So when Adrian Wynn saw a big boy approaching on Nov. 13, he didn't want to blow it again.
"I thought it was the big eight-pointer I missed during bow season," said Wynn, who purposely didn't look too closely at the antlers to help calm his nerves. "I didn't study him."
With the buck at 120 yards, Wynn aimed his muzzleloader and fired.
The buck dropped.
It wasn't the eight-pointer.
The buck's rack carried 15 points, and unofficially scored 172 points in the Boone and Crockett system to win the big buck contest at the Greater Virginia Sports and Outdoor Show.
In addition to the trophy, Wynn killed two does, and his son killed two does and a button buck.
Many other hunters had banner years during what was one of the most productive falls ever for Virginia deer hunters.
Whitetail deer
When Matt Knox crunched the numbers from the 2006-07 deer season, he ended up with a mix of bad and good news.
"We're not getting to where we want to be," said Knox, who manages the deer program for the Department of Game and Inland Fisheries. "The good news is we're not really losing ground."
Knox would like to see Virginia's deer kill at 200,000 annually, or even lower. The recently adopted revised deer management plan formalizes that philosophy.
Yet the kill remains higher, coming in at 223,198 this past season -- the second-best total ever.
If the agency were fully meeting its objective of stabilizing or reducing the population in most counties, the number would be lower.
Knox and his staff found some comfort in the deer tally in several counties where deer populations are far too high. Females accounted for over 50 percent of the kill in a couple of those counties, but it took a radical regulation to make that happen. In Loudoun, Fairfax and Prince William counties, the firearms season was extended through January, but hunters were allowed to kill antlerless deer only.
The deer kill on public land was poor, which has become the norm.
Wild turkey
The 4,143 turkeys reported killed by hunters this past fall is a record low for the modern era, and not even a quarter of the record established in 1990.
Gary Norman, the biologist who manages the turkey program for the Department of Game and Inland Fisheries, said a number of factors are likely contributing to the steady decline in the fall kill, a pattern seen in many neighboring states.
Poor reproduction success in recent springs has stifled growth of the state's turkey population. Also, the mast crop was good this autumn, and that can make hunting more difficult because birds can be scattered.
But the primary factor may be hunter pressure. In 1993, Virginia had an estimated 103,000 fall turkey hunters. That number now sits about 63,000.
Contributing to the difficulty of fully explaining the decline is the disparity between the number of turkeys checked in and the number the state's hunters may actually be killing.

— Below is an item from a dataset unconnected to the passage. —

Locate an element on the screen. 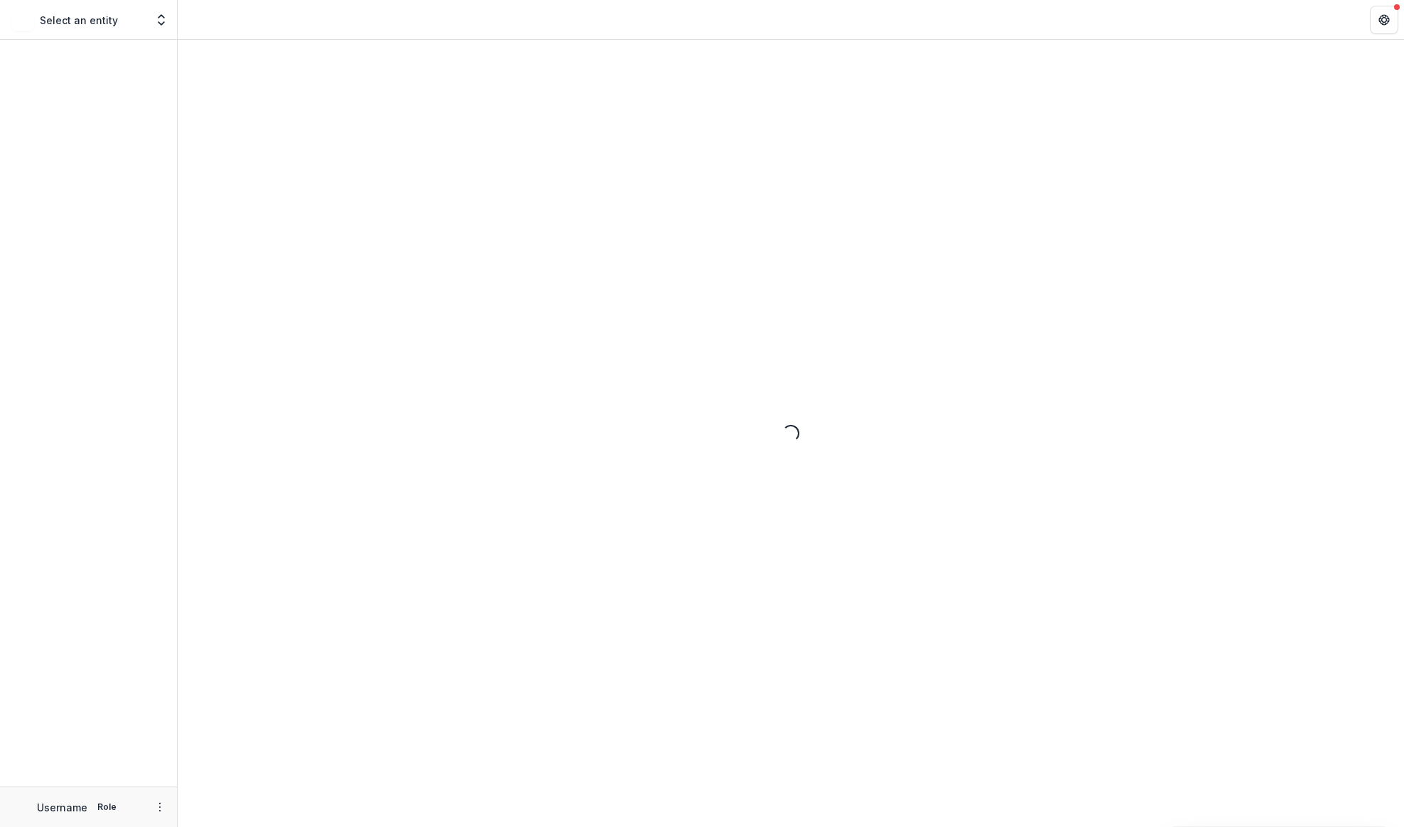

Results of hunter surveys indicate that the actual kill may be twice what's reported, with many hunters neglecting to check in their birds.
Black bear
A strong black bear population and increased hunting opportunities helped contribute to a record bear kill in 2006.
Mild early-winter weather and abundant mast also played a part, as bears didn't den as early so were available to hunters later into the season.